October 10th, 2013, 08:10
(This post was last modified: October 10th, 2013, 08:11 by MindyMcCready.)
Posts: 1,676
Threads: 0
Joined: Nov 2012
Oh, yeah,....kindof regretting not teching Construction. Retep's power recovered pretty quickly and we're still spreading our military out.
Mixed feeling about both Ichabod & Cheetah's power levelling off.
We'll need more power if we plant Carmen. We'll need more power if we poke Retep in the eye with that desert hill. The only city that doesn't need more power is that double seafood city but that may mean giving south of Carmen away to Bacchus. Some tough choices.
I guess my apprehensive preferred play would be to plant the desert hill while building military like crazy and/or going back to tech construction.
October 10th, 2013, 08:37
Posts: 3,199
Threads: 11
Joined: Jan 2010
I think the desert hill is both too much of an overextension (vs both Retep and Bacchus) and not a productive enough city. It would go with a "we're killing Retep's capital" plan but we've been through that.  I'm really really far from thinking that this plant is a good idea.
Honestly the scenario where we settle Carmen, and Bacchus gets a city in there doesn't look that bad to me. Bacchus would indirectly defend Carmen against Retep or at least make it very awkward for him to send troops that way.

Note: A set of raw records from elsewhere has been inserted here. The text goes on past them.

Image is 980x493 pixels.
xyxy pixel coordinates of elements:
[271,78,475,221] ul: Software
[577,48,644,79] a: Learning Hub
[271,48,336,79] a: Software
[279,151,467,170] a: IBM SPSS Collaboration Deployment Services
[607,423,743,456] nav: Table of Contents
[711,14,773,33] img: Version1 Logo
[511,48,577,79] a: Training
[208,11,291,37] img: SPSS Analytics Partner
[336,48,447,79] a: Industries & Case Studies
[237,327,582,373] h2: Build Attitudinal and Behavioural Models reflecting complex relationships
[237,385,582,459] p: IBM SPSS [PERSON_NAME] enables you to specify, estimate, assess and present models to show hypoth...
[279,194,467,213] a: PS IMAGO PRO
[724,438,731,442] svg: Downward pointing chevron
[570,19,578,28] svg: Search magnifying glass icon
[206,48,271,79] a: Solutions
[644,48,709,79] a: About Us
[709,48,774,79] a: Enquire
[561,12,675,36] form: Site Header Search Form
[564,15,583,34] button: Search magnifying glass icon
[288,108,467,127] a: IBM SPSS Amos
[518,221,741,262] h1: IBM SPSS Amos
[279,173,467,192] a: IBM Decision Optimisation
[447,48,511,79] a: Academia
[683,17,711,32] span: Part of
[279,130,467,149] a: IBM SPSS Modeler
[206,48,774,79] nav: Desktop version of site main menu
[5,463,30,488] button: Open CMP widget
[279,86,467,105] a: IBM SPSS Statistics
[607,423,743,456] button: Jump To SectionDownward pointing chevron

I think we can defend Carmen fine. We may have to hold with spears and get HBR ourselves. We'll have to mass military no matter what.
October 10th, 2013, 16:39
(This post was last modified: October 10th, 2013, 16:39 by MindyMcCready.)
Posts: 1,676
Threads: 0
Joined: Nov 2012
(October 10th, 2013, 08:37)WilliamLP Wrote: I think the desert hill is both too much of an overextension (vs both Retep and Bacchus) and not a productive enough city. It would go with a "we're killing Retep's capital" plan but we've been through that. I'm really really far from thinking that this plant is a good idea.
Honestly the scenario where we settle Carmen, and Bacchus gets a city in there doesn't look that bad to me. Bacchus would indirectly defend Carmen against Retep or at least make it very awkward for him to send troops that way.
I think we can defend Carmen fine. We may have to hold with spears and get HBR ourselves. We'll have to mass military no matter what.
Figured as much. Well that play certainly helps the odds that Retep will send his rising power towards Bacchus. Haven't seen any evidence that he'll do that, but that Bacchus city plant has got to be just as offensive as Barbiere.
Let's try to keep our eyes out for any opportunities for our new secret chariots. Especially a raze of that horse city if we see any HA.
October 10th, 2013, 16:54
Posts: 3,199
Threads: 11
Joined: Jan 2010
I haven't played the turn yet, and won't until quite a bit later tonight:
Retep's latest poke. He has a spear in there so he's wise to the possibility we could have horse somewhere, I think.
We have a spear on the silver, one on the fork tile between Barbiere and Traviata, and one on the fork tile between Barbiere and Carmen.
There are 6 (mostly highly promoted) axes in the general vicinity.
The workers have to run away, obviously. Two spears will hang out in Traviata. Honestly I don't see this attack working out very well for him, against a 20% culture city on a hill. The worst case he he slowly wanders up and around, pillaging the silver.
Check this out:
A barb city spawned - on a tile we have vision of! This is a weird bit of civ trivia - barb cities can actually sometimes appear on tiles where barb units could not. I actually like the city location!
I don't plan to abort New Carmen - we can settle it next turn.
The issue of Bacchus's chariot: I'll move the quechua NE. I think Bacchus knows the spear is there. We could either leave the spear where it is (trying to get him to show his and and declare into a trap where he'd lose the chariot). Or we could move the spear onto the Carmen tile to guard the quechua.
Also note the invading barbs to the NE - a spear and a warrior. They fortunately don't pose any real threat since we have a couple axes over there.